With the goal of transforming child development in cities through urban planning and design, the Tec’s Mexico City campus became the meeting point for the first edition of Urban95 Academy for Latin America and the Caribbean.
Urban95 Academy is a training program that enables city leaders around the world to learn and develop strategies that make cities better places for babies, children, and their caregivers.
Representatives of ten Latin American cities (Mérida, Mexicali, La Ceja, Medellín, Cuenca, Comuna de Independencia, Puerto Varas, Niterói, Montevideo, and General San Martín) were given a one-week-long, in-person training course to implement their initiatives.
The training course was held seven weeks after the teams took an online executive course taught by professors from Tecnológico de Monterrey and the London School of Economics and Political Science.
These institutions were joined by the Van Leer Foundation, the FEEMSA Foundation, and knowledge partners from the Urban95 region, who became catalysts for shared ideas to improve the early childhood experience in cities.
Making cities friendly
Through Tec’s Center for the Future of Cities, Nélida Escobedo, a professor at the School of Architecture, Art, and Design, opened the doors for Mexico City to host Urban95 Academy with the help of Claudia Ledezma, who took care of communications and of coordinating the efforts of the cities involved.
Furthermore, as academic director of the Urban95 Academy program for Latin America and the Caribbean, Escobedo explained what had brought the thirty representatives from the ten participating Latin American cities together:
“The cities mentioned here are all different, but they all share the goal of building environments where children can grow up and live with dignity.
“At the Tec, we have become academic partners in this regional effort by contributing the experience of our professors”, Escobedo said.
“These cities share the goal of building environments where children can grow up and live with dignity” .- Nélida Escobedo.
The central focus of Urban95 is to encourage cities around the world to create spaces that are accessible to as many families as possible in response to the following question: if you could experience the city from the perspective of a three-year-old, what would you change?
In this regard, according to the international training program, the main lesson to be learned when creating baby- and child-friendly cities is to come up with designs that cater for wellbeing, equity, and care.
The idea is that cities should be healthy, starting with clean air and the elimination of hazards that prevent the creation of environments uncluttered with elements that could cause stress.
Additionally, it addresses the importance of understanding that caregivers are those who decide which places children visit and how long they spend there; it also emphasizes their need to feel comfortable and safe to foster positive relationships.

Putting the plan into action
“Care should be viewed as a collective responsibility and a central pillar of urban policy”.
These are the words of Zaida Muxí, a distinguished professor from the Faculty of Excellence in Architecture at Tecnológico de Monterrey’s School of Architecture, Art, and Design.
During her participation in the Cities that Care: from Policies to Details panel, Muxí pointed out that the transformation process of how a city is experienced is begun by observing the phenomena that occur within it.
Next comes planning, in which the current variables affecting the city are evaluated with a view to re-imagining the use of existing areas and taking advantage of what they already consist of to create new spaces.
“To improve the quality of life for children in cities, planning becomes especially exciting because elements that others would see as superfluous may represent a different and friendlier world for them”, Muxí noted.
Finally, there is the political action plan, which combines different strategies and specific initiatives for each project based on planning aimed at transforming a community’s social reality.
“Cities share the goal of building dignified environments for everyone”.- Nélida Escobedo.
The representatives of the ten cities that participated in the week-long stay at Tec’s Mexico City campus will now have follow-up and technical assistance to help them achieve their project goals when they go back to their native cities.
For Claudia Ledezma, program coordinator, the process has been as challenging as it has been meaningful:
“The limited stay was a major challenge in terms of coordination between organizations and academic teams, but it also brought enormous satisfaction to see how dialogue and collaboration between cities enriched the proposals and led to more robust solutions for early childhood”.
Finally, Nélida Escobedo underscored the commitment made to continue improving urban environments.
“Our goal is to provide any support needed to come up with proposals that will make it possible to put what was learned during the program into practice”, she concluded.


How to complete this task:
The lines to return are those below that contain the word "name".

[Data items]
+-------+
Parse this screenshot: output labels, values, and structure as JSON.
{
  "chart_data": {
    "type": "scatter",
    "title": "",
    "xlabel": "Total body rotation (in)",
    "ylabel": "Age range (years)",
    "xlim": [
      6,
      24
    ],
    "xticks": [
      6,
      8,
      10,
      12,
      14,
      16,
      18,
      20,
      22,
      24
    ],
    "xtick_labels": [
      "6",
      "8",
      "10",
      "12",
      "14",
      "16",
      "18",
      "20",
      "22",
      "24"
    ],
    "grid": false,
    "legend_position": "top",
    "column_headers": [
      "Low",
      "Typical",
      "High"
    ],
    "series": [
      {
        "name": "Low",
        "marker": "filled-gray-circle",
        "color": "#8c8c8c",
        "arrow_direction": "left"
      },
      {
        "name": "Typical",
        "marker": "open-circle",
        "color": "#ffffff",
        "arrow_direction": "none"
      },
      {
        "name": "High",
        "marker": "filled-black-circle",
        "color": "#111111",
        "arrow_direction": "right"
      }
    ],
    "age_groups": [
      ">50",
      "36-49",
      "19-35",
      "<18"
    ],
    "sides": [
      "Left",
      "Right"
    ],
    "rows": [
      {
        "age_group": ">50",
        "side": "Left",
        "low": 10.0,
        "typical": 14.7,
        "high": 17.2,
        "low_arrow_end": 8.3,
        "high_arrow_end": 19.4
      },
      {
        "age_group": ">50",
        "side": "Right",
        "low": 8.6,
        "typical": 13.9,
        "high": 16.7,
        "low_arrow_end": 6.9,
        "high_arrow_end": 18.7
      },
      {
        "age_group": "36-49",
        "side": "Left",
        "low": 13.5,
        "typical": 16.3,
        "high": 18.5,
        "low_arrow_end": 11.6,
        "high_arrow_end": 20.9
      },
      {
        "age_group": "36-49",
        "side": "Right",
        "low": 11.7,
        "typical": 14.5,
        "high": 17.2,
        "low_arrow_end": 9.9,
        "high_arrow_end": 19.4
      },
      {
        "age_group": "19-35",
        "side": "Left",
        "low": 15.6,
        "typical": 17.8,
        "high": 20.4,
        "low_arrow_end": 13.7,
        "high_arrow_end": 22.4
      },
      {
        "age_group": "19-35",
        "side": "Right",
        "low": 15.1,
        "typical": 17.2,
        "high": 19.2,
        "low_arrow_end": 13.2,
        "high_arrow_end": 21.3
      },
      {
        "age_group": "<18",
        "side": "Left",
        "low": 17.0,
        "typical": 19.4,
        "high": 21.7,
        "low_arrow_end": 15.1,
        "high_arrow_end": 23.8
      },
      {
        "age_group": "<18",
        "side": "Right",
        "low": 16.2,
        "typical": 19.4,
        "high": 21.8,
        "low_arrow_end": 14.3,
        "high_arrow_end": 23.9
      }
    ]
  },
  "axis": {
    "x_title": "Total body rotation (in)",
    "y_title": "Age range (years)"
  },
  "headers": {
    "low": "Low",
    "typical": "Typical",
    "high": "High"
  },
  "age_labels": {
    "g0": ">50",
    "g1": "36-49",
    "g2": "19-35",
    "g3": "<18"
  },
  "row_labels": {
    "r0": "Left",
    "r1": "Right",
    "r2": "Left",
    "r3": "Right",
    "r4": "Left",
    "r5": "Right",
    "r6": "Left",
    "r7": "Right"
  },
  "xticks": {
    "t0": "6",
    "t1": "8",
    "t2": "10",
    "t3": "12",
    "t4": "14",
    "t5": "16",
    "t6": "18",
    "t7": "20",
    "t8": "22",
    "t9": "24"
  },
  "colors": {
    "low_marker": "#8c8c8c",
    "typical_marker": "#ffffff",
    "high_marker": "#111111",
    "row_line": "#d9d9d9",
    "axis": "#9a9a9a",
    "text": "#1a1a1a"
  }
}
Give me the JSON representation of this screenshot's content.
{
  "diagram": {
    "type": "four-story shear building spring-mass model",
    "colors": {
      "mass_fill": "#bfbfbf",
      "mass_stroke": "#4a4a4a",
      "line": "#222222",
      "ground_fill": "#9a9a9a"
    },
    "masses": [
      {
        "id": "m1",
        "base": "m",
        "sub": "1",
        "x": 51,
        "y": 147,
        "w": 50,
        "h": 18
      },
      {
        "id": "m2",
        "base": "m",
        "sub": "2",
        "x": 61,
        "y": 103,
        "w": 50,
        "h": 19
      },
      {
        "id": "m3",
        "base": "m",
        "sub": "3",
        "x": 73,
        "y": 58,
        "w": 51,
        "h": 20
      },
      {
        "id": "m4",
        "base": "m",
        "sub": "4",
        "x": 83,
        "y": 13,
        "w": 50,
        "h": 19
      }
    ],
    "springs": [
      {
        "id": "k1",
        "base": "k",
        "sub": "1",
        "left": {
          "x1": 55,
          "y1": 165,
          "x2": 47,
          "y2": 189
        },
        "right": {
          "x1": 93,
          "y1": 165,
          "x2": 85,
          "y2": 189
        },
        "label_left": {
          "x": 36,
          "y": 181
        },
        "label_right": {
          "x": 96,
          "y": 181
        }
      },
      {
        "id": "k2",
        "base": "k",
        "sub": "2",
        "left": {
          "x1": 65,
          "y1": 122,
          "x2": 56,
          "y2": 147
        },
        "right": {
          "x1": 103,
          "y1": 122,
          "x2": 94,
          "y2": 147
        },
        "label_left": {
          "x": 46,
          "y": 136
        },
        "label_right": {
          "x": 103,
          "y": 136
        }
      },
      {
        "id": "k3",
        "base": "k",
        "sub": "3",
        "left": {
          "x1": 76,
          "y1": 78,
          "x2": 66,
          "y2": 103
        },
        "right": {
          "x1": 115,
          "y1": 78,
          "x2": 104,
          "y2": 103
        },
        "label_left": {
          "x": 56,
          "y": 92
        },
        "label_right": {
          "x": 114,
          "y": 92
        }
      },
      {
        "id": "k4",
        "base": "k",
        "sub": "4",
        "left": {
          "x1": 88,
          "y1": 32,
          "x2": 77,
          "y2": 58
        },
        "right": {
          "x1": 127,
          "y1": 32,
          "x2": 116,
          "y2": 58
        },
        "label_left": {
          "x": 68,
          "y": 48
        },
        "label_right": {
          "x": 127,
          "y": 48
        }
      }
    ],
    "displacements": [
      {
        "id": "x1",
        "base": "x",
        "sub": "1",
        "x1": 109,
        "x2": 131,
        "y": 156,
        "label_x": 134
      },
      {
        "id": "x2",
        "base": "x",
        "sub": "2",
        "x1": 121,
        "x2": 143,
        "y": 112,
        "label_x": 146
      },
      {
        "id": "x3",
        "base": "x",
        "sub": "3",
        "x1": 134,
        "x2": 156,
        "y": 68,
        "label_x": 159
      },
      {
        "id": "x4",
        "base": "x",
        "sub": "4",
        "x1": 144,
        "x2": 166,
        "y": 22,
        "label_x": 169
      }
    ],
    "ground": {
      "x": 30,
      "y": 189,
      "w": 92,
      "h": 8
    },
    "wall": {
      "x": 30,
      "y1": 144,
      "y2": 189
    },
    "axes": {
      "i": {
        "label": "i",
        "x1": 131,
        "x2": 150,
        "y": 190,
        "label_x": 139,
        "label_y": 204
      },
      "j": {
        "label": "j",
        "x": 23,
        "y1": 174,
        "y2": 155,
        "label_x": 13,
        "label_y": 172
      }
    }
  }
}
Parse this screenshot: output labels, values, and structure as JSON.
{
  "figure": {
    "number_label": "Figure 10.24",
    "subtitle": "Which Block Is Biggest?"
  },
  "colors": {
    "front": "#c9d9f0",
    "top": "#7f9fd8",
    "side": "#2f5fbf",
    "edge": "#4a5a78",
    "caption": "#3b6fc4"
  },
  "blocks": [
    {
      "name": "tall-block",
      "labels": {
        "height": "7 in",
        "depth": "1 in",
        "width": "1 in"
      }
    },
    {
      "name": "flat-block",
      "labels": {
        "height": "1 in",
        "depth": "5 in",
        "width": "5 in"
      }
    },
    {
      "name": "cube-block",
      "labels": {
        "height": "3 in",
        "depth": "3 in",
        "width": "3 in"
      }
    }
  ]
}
+-------+
Finished task:
        "name": "Low",
        "name": "Typical",
        "name": "High",
      "name": "tall-block",
      "name": "flat-block",
      "name": "cube-block",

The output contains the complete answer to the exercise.